Nixie-clock using neon lamps as logic elements

Glow clock built with neon sparks nostalgia, rescue tales, and a legendary typo

TLDR: A 2006 Nixie clock that uses neon bulbs instead of chips charmed readers with clever old‑school logic and quirky fixes like blue LED “moonlight.” Comments lit up with museum‑grade rescue stories, repeat‑thread nostalgia, and a typo‑turned‑meme, turning a glowing gadget into community comfort food.

A 2006 DIY “glow clock” is back to melt hearts and fry brains: a home‑built digital clock that swaps modern chips for tiny neon bulbs to do the thinking. Instead of transistors, the maker built counters from neon lamps—little orange lights that switch on at one voltage and stay on at a lower one—then used light sensors to flip Nixie digits. It even needed a splash of blue LED “moonlight” to keep the logic stable in the dark. Retro magic? Absolutely.

The comments went full retro-romance and lore‑drop mode. One user linked old HN threads, turning this into the internet’s favorite rerun. Another flexed museum‑level cred, connecting the design to a historic quartz clock time standard and casually noting it was saved from the scrap heap by their dad. Cue collective gasps. The practical crowd cheered that the author added a 2020 follow‑up that’s still ticking, while a curious tinkerer confessed they’d never realized neon’s “memory” trick could count time.

Meanwhile, the thread’s comedy crown went to a delightful typo—“None bulbs”—which instantly became the mascot of the day.
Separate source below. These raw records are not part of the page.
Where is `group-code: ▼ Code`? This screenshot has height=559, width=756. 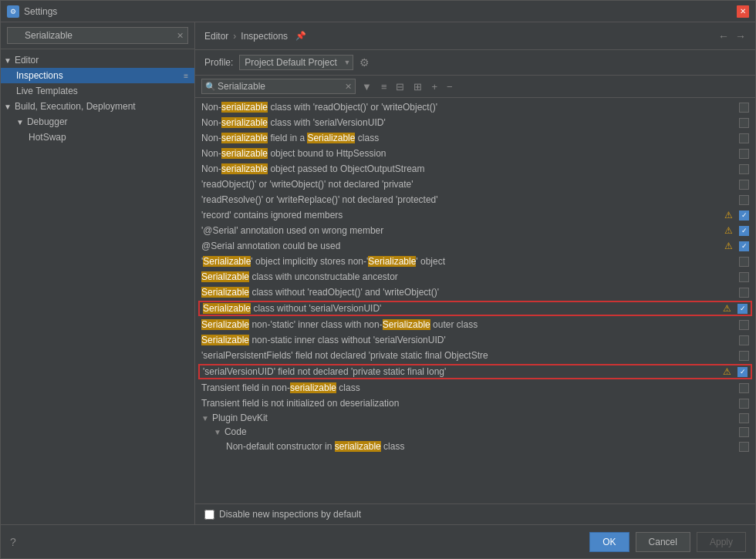
group-code: ▼ Code is located at coordinates (475, 432).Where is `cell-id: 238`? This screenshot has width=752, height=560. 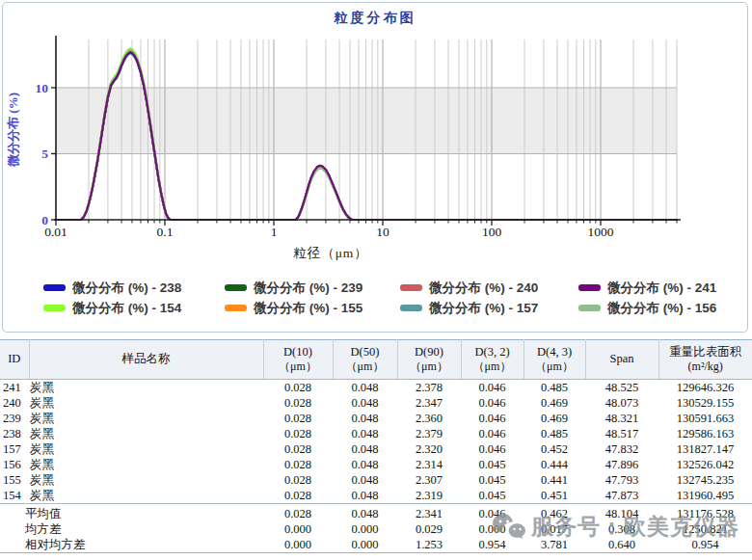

No fights, just maximal vibes: glowy nostalgia, real‑deal engineering, and a community collectively swooning over a clock that literally runs on ambiance (and a little blue sparkle).

Key Points

  • A 2006 home-built Nixie clock uses neon lamps as logic elements instead of transistors or ICs.
  • Neon-lamp ring counters divide 50 Hz mains down to seconds and minutes, then drive digits for minutes and hours.
  • Modern indicator neon bulbs have smaller striking–maintaining voltage differences than older types, requiring value changes and lamp matching.
  • Nixie cathodes are driven via LDRs optically coupled to neon lamps, with a red-filtered attenuator to limit ambient light effects.
  • Counters are light-sensitive, needing some ambient light; blue LEDs were added, and an extra neon bulb per stage acts as an amplifier for cascading.

Hottest takes

"Believe it or not this piece was rescued from being scrapped by my father," — wdfx
"None bulbs are kind of fascinating—" — JKCalhoun
"never realized that you could use the hysteresis to make counters." — jacquesm
Made with <3 by @siedrix and @shesho from CDMX. Powered by Forge&Hive.